Monday, August 06, 2007

SL/Real Estate

I have a sound effect in my inventory that I like to use for those situations when someone is away from the keyboard, or otherwise distracted. It is a weather alarm, with three ear-piercing beeping noises. Johnthomas used it on me when I was (Away) once, and I never forgot it. It is the easiest--if freakiest--way to summon someone quickly back to Second Life. I used it today on a real estate prospect, who drifted away as she stood on my property. Three blasts later she apologized, saying she'd been IMing friends and emailing acquaintances, and wondered what the weather was going to be like today/tomorrow.
I produced a storm cloud and wore it over my head. (Jenny made it for me.) The real estate market was soft, I told her. We ended up standing on the bottom land I'd sold a month earlier. "See that face" I said, pointing to Iranian President Mahmoud Ahmadinejad's face in the distance. "It greets us every sunrise in vibrant colors. The land is alive and special. Not to mention edible." I scooped up a handful and began eating it.
"You sick bastard," she said, backing up. "Let me call a doctor."
While waiting for the doctor, she explained that since my land had disowned me, basically, I was a "bastard," and since eating the land would surely sicken me, I was a "sick bastard."
True, I thought; beautifully expressed.
I mentioned to her the community pool. Surely it wasn't cursed, as far as I knew. It wasn't built on any burial grounds, either, except, due to the barbecue grill, it was a boneyard for countless chickens. "But that's because they were born that way--meaty," I explained. "There's nothing haunted about a departed chicken, either" I assured her (without her asking me to). Finally, I offered this rumination: "If only chickens weren't born with feathers to begin with..." At that point, I was thinking specifically about life without any feathers at all, and how much easier it would be. I expressed how much of a pain in the youknowwhat it was to render chicken apart from those pesky feathers. "Can we not just create a featherless chicken?" I demanded.
One of her IM friends apparently had an emergency at this point and she had to leave. I wished her well, but by the time "well" got out of my fingers, she was gone.
I wished her "well well" after she was gone.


WORK TO BE COMPLETED
Every line from the one with "What elements are" through the last line below should be repeated exactly; pictures stay out of the copy.

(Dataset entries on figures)
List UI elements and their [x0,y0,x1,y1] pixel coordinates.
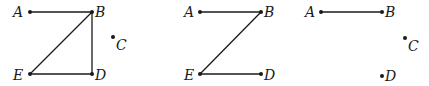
vertex-graph-3-D [380,74,384,78]
label-graph-3-A: A [303,4,315,20]
vertex-graph-1-E [28,72,32,76]
label-graph-1-B: B [94,4,105,20]
label-graph-1-D: D [94,67,106,83]
labels-layer: ABCDEABDEABCD [11,4,419,84]
label-graph-1-E: E [12,67,23,83]
vertex-graph-2-D [259,72,263,76]
label-graph-2-B: B [263,4,274,20]
label-graph-1-C: C [116,37,127,53]
edge-graph-1-BE [30,12,92,74]
vertex-graph-2-B [259,10,263,14]
label-graph-3-C: C [408,38,419,54]
vertex-graph-1-A [28,10,32,14]
vertices-layer [28,10,407,78]
vertex-graph-1-D [90,72,94,76]
label-graph-3-D: D [384,68,396,84]
vertex-graph-1-B [90,10,94,14]
vertex-graph-3-A [319,10,323,14]
vertex-graph-3-B [380,10,384,14]
vertex-graph-2-E [198,72,202,76]
label-graph-3-B: B [384,4,395,20]
vertex-graph-3-C [403,36,407,40]
label-graph-2-A: A [182,4,194,20]
label-graph-2-E: E [183,67,194,83]
graph-diagrams-canvas: ABCDEABDEABCD [0,0,429,86]
label-graph-1-A: A [11,4,23,20]
vertex-graph-1-C [111,35,115,39]
label-graph-2-D: D [263,67,275,83]
vertex-graph-2-A [198,10,202,14]
edge-graph-2-BE [200,12,261,74]
edges-layer [30,12,382,74]
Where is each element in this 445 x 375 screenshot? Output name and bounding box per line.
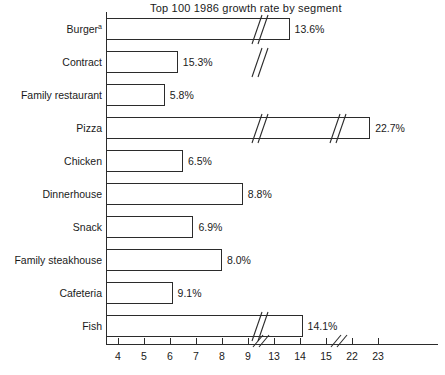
- category-label: Chicken: [64, 155, 102, 167]
- x-axis-tick: [378, 338, 379, 344]
- x-axis-tick-label: 9: [238, 350, 258, 362]
- bar: [106, 315, 303, 337]
- bar-value-label: 6.9%: [198, 221, 222, 233]
- x-axis-tick: [300, 338, 301, 344]
- bar: [106, 51, 178, 73]
- bar: [106, 282, 173, 304]
- category-label: Fish: [82, 320, 102, 332]
- chart-title: Top 100 1986 growth rate by segment: [150, 2, 410, 14]
- bar-value-label: 5.8%: [170, 89, 194, 101]
- category-label: Dinnerhouse: [42, 188, 102, 200]
- x-axis-tick: [248, 338, 249, 344]
- bar-value-label: 6.5%: [188, 155, 212, 167]
- bar-value-label: 9.1%: [178, 287, 202, 299]
- bar: [106, 249, 222, 271]
- category-label: Family restaurant: [21, 89, 102, 101]
- category-label: Family steakhouse: [14, 254, 102, 266]
- x-axis-tick: [222, 338, 223, 344]
- bar-value-label: 8.8%: [248, 188, 272, 200]
- category-label: Contract: [62, 56, 102, 68]
- axis-break-mark: [329, 334, 351, 348]
- x-axis-tick-label: 8: [212, 350, 232, 362]
- x-axis-tick: [118, 338, 119, 344]
- bar: [106, 84, 165, 106]
- x-axis-tick-label: 15: [316, 350, 336, 362]
- category-label: Pizza: [76, 122, 102, 134]
- x-axis-tick-label: 23: [368, 350, 388, 362]
- x-axis-tick-label: 4: [108, 350, 128, 362]
- x-axis-tick-label: 13: [264, 350, 284, 362]
- bar-chart: Top 100 1986 growth rate by segment Burg…: [0, 0, 445, 375]
- x-axis-tick-label: 14: [290, 350, 310, 362]
- bar: [106, 183, 243, 205]
- x-axis-tick-label: 22: [342, 350, 362, 362]
- bar-break-mark: [250, 47, 276, 78]
- axis-break-mark: [251, 334, 273, 348]
- bar: [106, 150, 183, 172]
- x-axis-tick: [170, 338, 171, 344]
- bar: [106, 216, 193, 238]
- bar-value-label: 22.7%: [375, 122, 405, 134]
- x-axis-tick: [274, 338, 275, 344]
- x-axis-tick: [144, 338, 145, 344]
- bar-value-label: 8.0%: [227, 254, 251, 266]
- x-axis-tick-label: 7: [186, 350, 206, 362]
- bar-value-label: 14.1%: [308, 320, 338, 332]
- x-axis-tick-label: 6: [160, 350, 180, 362]
- category-label: Cafeteria: [59, 287, 102, 299]
- bar-value-label: 15.3%: [183, 56, 213, 68]
- category-label: Burgera: [67, 23, 102, 35]
- footnote-marker: a: [98, 23, 102, 30]
- category-label: Snack: [73, 221, 102, 233]
- x-axis-tick: [196, 338, 197, 344]
- x-axis-tick-label: 5: [134, 350, 154, 362]
- x-axis-tick: [326, 338, 327, 344]
- x-axis-tick: [352, 338, 353, 344]
- bar-value-label: 13.6%: [295, 23, 325, 35]
- bar: [106, 117, 370, 139]
- bar: [106, 18, 290, 40]
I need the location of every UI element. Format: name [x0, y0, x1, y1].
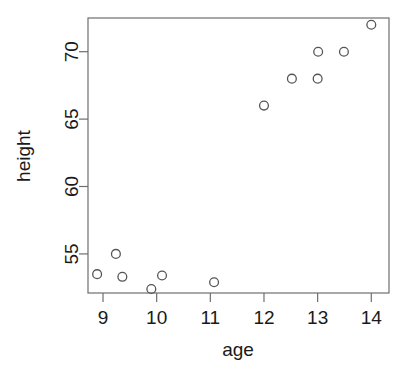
scatter-plot-figure: 91011121314 55606570 age height — [0, 0, 408, 377]
y-tick-label-55: 55 — [62, 243, 83, 264]
x-tick-label-11: 11 — [200, 307, 220, 328]
x-tick-label-9: 9 — [98, 307, 109, 328]
y-tick-label-70: 70 — [62, 41, 83, 62]
y-tick-label-65: 65 — [62, 109, 83, 130]
x-axis-title: age — [222, 339, 254, 360]
x-tick-label-10: 10 — [146, 307, 167, 328]
chart-canvas: 91011121314 55606570 age height — [0, 0, 408, 377]
y-axis-title: height — [13, 129, 34, 181]
x-tick-label-14: 14 — [361, 307, 383, 328]
x-tick-label-13: 13 — [307, 307, 328, 328]
x-tick-label-12: 12 — [253, 307, 274, 328]
y-tick-label-60: 60 — [62, 176, 83, 197]
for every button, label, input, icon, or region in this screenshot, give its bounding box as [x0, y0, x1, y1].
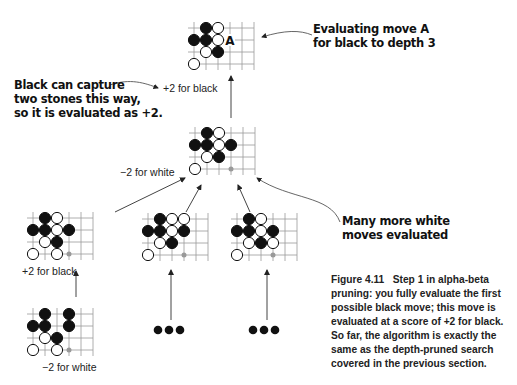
white-stone [154, 237, 165, 248]
white-stone [178, 213, 189, 224]
black-stone [27, 320, 38, 331]
white-stone [166, 225, 177, 236]
black-stone [212, 46, 223, 57]
black-stone [189, 139, 200, 150]
callout-black-capture: Black can capture two stones this way, s… [14, 78, 163, 120]
go-board-child2 [142, 213, 208, 261]
last-move-marker [229, 167, 234, 172]
last-move-marker [182, 253, 187, 258]
callout-many-white-moves: Many more white moves evaluated [342, 214, 450, 242]
black-stone [213, 151, 224, 162]
white-stone [243, 237, 254, 248]
white-stone [188, 58, 199, 69]
black-stone [51, 236, 62, 247]
black-stone [51, 332, 62, 343]
black-stone [154, 225, 165, 236]
move-label-a: A [225, 34, 235, 48]
score-grandchild: −2 for white [42, 361, 97, 373]
go-board-mid [189, 127, 255, 175]
white-stone [212, 34, 223, 45]
ellipsis-1 [154, 326, 185, 335]
ellipsis-2 [249, 326, 280, 335]
last-move-marker [67, 252, 72, 257]
leader-right [257, 178, 340, 222]
edge-child2-to-mid [186, 185, 201, 212]
white-stone [255, 225, 266, 236]
white-stone [27, 248, 38, 259]
black-stone [255, 237, 266, 248]
black-stone [63, 320, 74, 331]
black-stone [27, 224, 38, 235]
white-stone [201, 151, 212, 162]
white-stone [166, 213, 177, 224]
figure-caption: Figure 4.11 Step 1 in alpha-beta pruning… [331, 273, 517, 371]
black-stone [200, 34, 211, 45]
white-stone [255, 213, 266, 224]
black-stone [63, 224, 74, 235]
black-stone [243, 225, 254, 236]
white-stone [39, 236, 50, 247]
white-stone [267, 237, 278, 248]
black-stone [200, 22, 211, 33]
leader-top-right [262, 31, 312, 37]
black-stone [231, 225, 242, 236]
white-stone [51, 212, 62, 223]
black-stone [39, 308, 50, 319]
last-move-marker [271, 253, 276, 258]
black-stone [154, 213, 165, 224]
score-mid-board: −2 for white [120, 166, 175, 178]
figure-caption-text: Step 1 in alpha-beta pruning: you fully … [331, 274, 503, 369]
black-stone [178, 225, 189, 236]
go-board-grandchild [27, 308, 93, 356]
figure-number: Figure 4.11 [331, 274, 384, 285]
black-stone [39, 320, 50, 331]
white-stone [231, 249, 242, 260]
callout-evaluating-move: Evaluating move A for black to depth 3 [313, 22, 435, 50]
last-move-marker [67, 348, 72, 353]
score-child1-edge: +2 for black [22, 265, 77, 277]
black-stone [225, 139, 236, 150]
black-stone [142, 225, 153, 236]
white-stone [51, 248, 62, 259]
black-stone [63, 308, 74, 319]
white-stone [142, 249, 153, 260]
white-stone [212, 22, 223, 33]
score-root-edge: +2 for black [163, 82, 218, 94]
white-stone [51, 224, 62, 235]
black-stone [243, 213, 254, 224]
edge-child3-to-mid [238, 185, 250, 212]
black-stone [188, 34, 199, 45]
go-board-root: A [188, 22, 254, 70]
black-stone [267, 225, 278, 236]
white-stone [51, 344, 62, 355]
white-stone [200, 46, 211, 57]
black-stone [39, 224, 50, 235]
go-board-child1 [27, 212, 93, 260]
ellipses [154, 326, 280, 335]
white-stone [189, 163, 200, 174]
black-stone [201, 139, 212, 150]
white-stone [39, 332, 50, 343]
black-stone [166, 237, 177, 248]
black-stone [201, 127, 212, 138]
black-stone [39, 212, 50, 223]
go-board-child3 [231, 213, 297, 261]
white-stone [213, 139, 224, 150]
white-stone [213, 127, 224, 138]
edge-child1-to-mid [115, 178, 185, 212]
white-stone [27, 344, 38, 355]
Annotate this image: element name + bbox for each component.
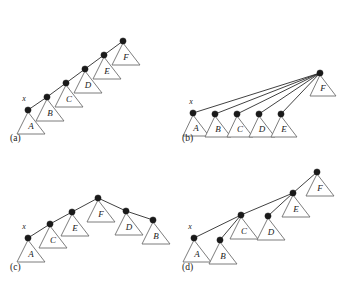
subtree-label-e: E [292,204,299,214]
node-e[interactable] [69,209,75,215]
panel-b: ABCDEFx(b) [182,70,336,144]
subtree-e: E [271,116,297,137]
subtree-label-b: B [153,231,159,241]
subtree-label-f: F [316,183,323,193]
subtree-label-c: C [241,226,248,236]
subtree-label-a: A [27,249,34,259]
subtree-label-e: E [280,124,287,134]
subtree-f: F [306,174,334,196]
node-f[interactable] [314,169,320,175]
subtree-label-c: C [237,124,244,134]
subtree-a: A [17,240,45,262]
subtree-label-f: F [122,52,129,62]
node-f[interactable] [317,70,323,76]
subtree-c: C [39,226,67,248]
subtree-label-f: F [97,209,104,219]
subtree-e: E [61,214,89,236]
subtree-d: D [115,213,143,235]
panel-b-subtrees: ABCDEF [183,75,336,137]
node-x[interactable] [191,235,197,241]
tree-transformation-figure: ABCDEFx(a)ABCDEFx(b)ACEFDBx(c)ABCDEFx(d) [0,0,345,287]
subtree-label-c: C [50,235,57,245]
subtree-c: C [227,116,253,137]
pointer-label-x: x [188,97,193,106]
node-f[interactable] [95,195,101,201]
subtree-label-b: B [220,251,226,261]
subtree-label-d: D [258,124,266,134]
subtree-d: D [249,116,275,137]
panel-c-subtrees: ACEFDB [17,200,170,262]
subtree-label-d: D [267,227,275,237]
node-e[interactable] [278,111,284,117]
subtree-label-a: A [193,249,200,259]
figure-container: ABCDEFx(a)ABCDEFx(b)ACEFDBx(c)ABCDEFx(d) [0,0,345,287]
subtree-label-a: A [27,121,34,131]
node-b[interactable] [212,111,218,117]
panel-caption-a: (a) [10,133,21,144]
panel-c: ACEFDBx(c) [10,195,170,273]
node-c[interactable] [234,111,240,117]
subtree-d: D [257,218,285,240]
panel-caption-c: (c) [10,262,21,273]
panel-d-subtrees: ABCDEF [183,174,334,264]
node-e[interactable] [290,190,296,196]
subtree-label-c: C [66,94,73,104]
node-x[interactable] [25,107,31,113]
panel-caption-b: (b) [182,133,193,144]
subtree-label-f: F [319,83,326,93]
subtree-label-d: D [84,80,92,90]
pointer-label-x: x [21,222,26,231]
subtree-label-e: E [103,66,110,76]
node-c[interactable] [63,80,69,86]
subtree-e: E [282,195,310,217]
subtree-f: F [310,75,336,96]
subtree-label-b: B [47,108,53,118]
node-x[interactable] [190,110,196,116]
panel-a: ABCDEFx(a) [10,38,140,144]
node-b[interactable] [44,94,50,100]
node-e[interactable] [101,52,107,58]
node-d[interactable] [82,66,88,72]
node-b[interactable] [217,237,223,243]
subtree-b: B [209,242,237,264]
subtree-label-d: D [125,222,133,232]
node-x[interactable] [25,235,31,241]
edge-c-to-f [237,73,320,114]
node-c[interactable] [238,212,244,218]
subtree-b: B [142,222,170,244]
panel-a-subtrees: ABCDEF [17,43,140,134]
node-c[interactable] [47,221,53,227]
node-d[interactable] [123,208,129,214]
subtree-label-b: B [215,124,221,134]
subtree-a: A [183,240,211,262]
subtree-c: C [230,217,258,239]
pointer-label-x: x [187,222,192,231]
panel-d: ABCDEFx(d) [182,169,334,273]
panel-b-edges [193,73,320,114]
subtree-f: F [87,200,115,222]
node-f[interactable] [120,38,126,44]
subtree-b: B [205,116,231,137]
subtree-label-a: A [192,123,199,133]
node-b[interactable] [150,217,156,223]
panel-b-nodes [190,70,323,117]
node-d[interactable] [256,111,262,117]
node-d[interactable] [265,213,271,219]
pointer-label-x: x [21,94,26,103]
panel-caption-d: (d) [182,262,193,273]
subtree-label-e: E [71,223,78,233]
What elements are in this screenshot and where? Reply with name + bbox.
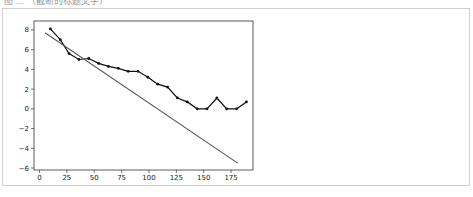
y-tick-label: 2 bbox=[25, 86, 29, 94]
series-fit-line bbox=[45, 33, 238, 163]
plot-area bbox=[34, 21, 253, 170]
data-point-marker bbox=[87, 57, 90, 60]
data-point-marker bbox=[166, 86, 169, 89]
data-point-marker bbox=[77, 58, 80, 61]
data-point-marker bbox=[146, 76, 149, 79]
data-point-marker bbox=[235, 107, 238, 110]
y-tick-label: −2 bbox=[19, 125, 29, 133]
data-point-marker bbox=[206, 107, 209, 110]
y-tick-label: 6 bbox=[25, 46, 30, 54]
data-point-marker bbox=[49, 27, 52, 30]
y-tick-label: 4 bbox=[25, 66, 30, 74]
data-point-marker bbox=[196, 107, 199, 110]
data-point-marker bbox=[137, 70, 140, 73]
x-tick-label: 175 bbox=[224, 174, 237, 182]
y-tick-label: −6 bbox=[19, 165, 30, 173]
data-point-marker bbox=[225, 107, 228, 110]
data-point-marker bbox=[107, 65, 110, 68]
data-point-marker bbox=[117, 67, 120, 70]
data-point-marker bbox=[127, 70, 130, 73]
y-tick-label: 0 bbox=[25, 105, 29, 113]
data-point-marker bbox=[245, 101, 248, 104]
y-tick-label: −4 bbox=[19, 145, 30, 153]
data-point-marker bbox=[186, 101, 189, 104]
x-tick-label: 100 bbox=[142, 174, 155, 182]
data-point-marker bbox=[97, 62, 100, 65]
x-tick-label: 50 bbox=[90, 174, 99, 182]
x-tick-label: 25 bbox=[62, 174, 71, 182]
data-point-marker bbox=[176, 97, 179, 100]
data-point-marker bbox=[156, 83, 159, 86]
x-tick-label: 75 bbox=[117, 174, 126, 182]
x-tick-label: 125 bbox=[170, 174, 183, 182]
x-tick-label: 0 bbox=[37, 174, 41, 182]
y-tick-label: 8 bbox=[25, 26, 29, 34]
data-point-marker bbox=[215, 97, 218, 100]
line-chart: 025507510012515017586420−2−4−6 bbox=[0, 0, 473, 197]
data-point-marker bbox=[68, 52, 71, 55]
x-tick-label: 150 bbox=[197, 174, 210, 182]
data-point-marker bbox=[59, 38, 62, 41]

WRITTEN ANSWER
What elements are in this screenshot and where? Reply with name + bbox.
y-tick-label: 2 bbox=[25, 86, 29, 94]
series-fit-line bbox=[45, 33, 238, 163]
plot-area bbox=[34, 21, 253, 170]
data-point-marker bbox=[87, 57, 90, 60]
data-point-marker bbox=[166, 86, 169, 89]
data-point-marker bbox=[77, 58, 80, 61]
data-point-marker bbox=[146, 76, 149, 79]
data-point-marker bbox=[235, 107, 238, 110]
y-tick-label: −2 bbox=[19, 125, 29, 133]
data-point-marker bbox=[206, 107, 209, 110]
y-tick-label: 6 bbox=[25, 46, 30, 54]
data-point-marker bbox=[49, 27, 52, 30]
y-tick-label: 4 bbox=[25, 66, 30, 74]
data-point-marker bbox=[196, 107, 199, 110]
data-point-marker bbox=[137, 70, 140, 73]
x-tick-label: 175 bbox=[224, 174, 237, 182]
y-tick-label: −6 bbox=[19, 165, 30, 173]
data-point-marker bbox=[225, 107, 228, 110]
data-point-marker bbox=[107, 65, 110, 68]
data-point-marker bbox=[117, 67, 120, 70]
data-point-marker bbox=[127, 70, 130, 73]
y-tick-label: 0 bbox=[25, 105, 29, 113]
data-point-marker bbox=[245, 101, 248, 104]
y-tick-label: −4 bbox=[19, 145, 30, 153]
data-point-marker bbox=[186, 101, 189, 104]
x-tick-label: 100 bbox=[142, 174, 155, 182]
data-point-marker bbox=[97, 62, 100, 65]
x-tick-label: 50 bbox=[90, 174, 99, 182]
x-tick-label: 25 bbox=[62, 174, 71, 182]
data-point-marker bbox=[176, 97, 179, 100]
data-point-marker bbox=[156, 83, 159, 86]
x-tick-label: 75 bbox=[117, 174, 126, 182]
x-tick-label: 125 bbox=[170, 174, 183, 182]
x-tick-label: 0 bbox=[37, 174, 41, 182]
y-tick-label: 8 bbox=[25, 26, 29, 34]
data-point-marker bbox=[215, 97, 218, 100]
line-chart: 025507510012515017586420−2−4−6 bbox=[0, 0, 473, 197]
data-point-marker bbox=[68, 52, 71, 55]
x-tick-label: 150 bbox=[197, 174, 210, 182]
data-point-marker bbox=[59, 38, 62, 41]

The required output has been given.